Things Sometimes Work Out



I got into the shower Sunday morning, turned on the tap, and adjusted the faucet to where I normally do.  Except this time the water coming out of the shower was cold.  I turned in more hot water, and discovered that the hottest it would get was barely warm enough so I wasn’t uncomfortable in the shower.
Knowing as I showered that the water heater was on the fritz, I thought about possible problems and how I might be able to solve them.  I was hoping the pilot had gone out due to some kind of atmospheric phenomenon, but I also knew that in the years we have lived here, and with all of the windy, stormy, gusty days we’ve had, the light had never blown out on its own.  My gut told me something on the heater was faulty.
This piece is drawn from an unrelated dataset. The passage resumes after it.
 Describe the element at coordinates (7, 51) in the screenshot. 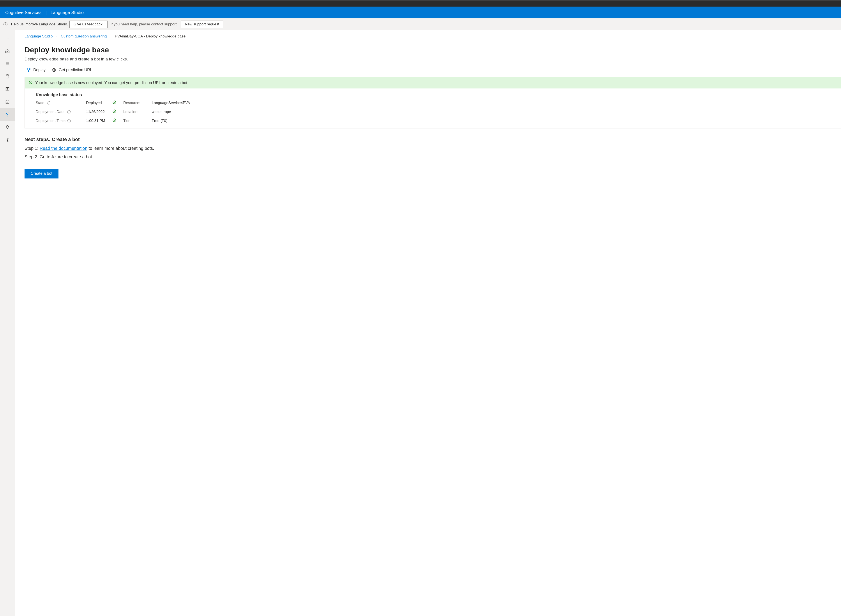

I see `home-icon` at that location.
After my shower, I went downstairs and lit the pilot.  It stayed lit and I turned on the burner.  Hoping against hope that the pilot going out was just a weird coincidence of some kind, we went on about our business.  Of course, it went out before long, and we spent the rest of the day without hot water, except when I’d go down and light it.  Then it would run long enough to heat the water already in the tank, but would go out after that.
I do this s few times, and reality sets in.  I need to fix the heater, or I need to get a new one.  I can’t go on lighting the thing four or five times a day and waiting for it to heat the water.  Not one to spend money when I don’t need to do so, I was hopeful the only problem would be a thermocouple that was bad.  A thermocouple is a safety device that shuts off the gas should the pilot light go out.  That prevents unlit gas from building up and causing an explosion.  If it goes bad, however, it shuts off the gas when there’s nothing wrong.  That’s what I was hoping.
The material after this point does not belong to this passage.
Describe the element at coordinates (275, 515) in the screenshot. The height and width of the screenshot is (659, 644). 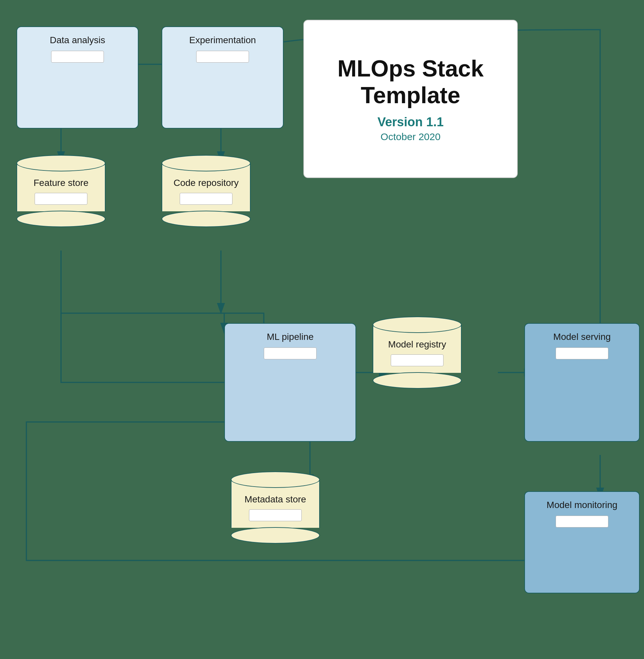
I see `metadata-store-input` at that location.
Monday, I stay home and remove the burner and pilot assembly.  There’s nothing one can tell just by looking whether or not the thermocouple was bad.  I discovered, however, that it was one of the newfangled thermocouples that had an extra piece of electronics hanging on it.  Never having seen this before, I went on the Internet and found out that what I was seeing was a fusible link, an additional safety device.  And of course there was no way the newfangled thermocouple could be replaced with a regular one.
I checked three different places to try finding one of the newfangled devices.  Having no luck, I remembered a place I used to go to when I worked for the nursing home.  They seemed to have things no one else had, and would sell to the general public.  I went there, took in my assembly, and the woman behind the parts counter immediately went to a shelf and pulled a box.  She opened it and there was an exact replacement of the entire pilot assembly, including newfangled thermocouple.
Sixty dollars and about 45 minutes later, the heater was back together heating water.  And it’s been running ever since.  I seemed to have gotten lucky this time, and was able to save a service call and about two hundred dollars in labor.  And we have hot water again.  I know it won’t always happen this way, but sometimes things work out, and I’m glad they did this time.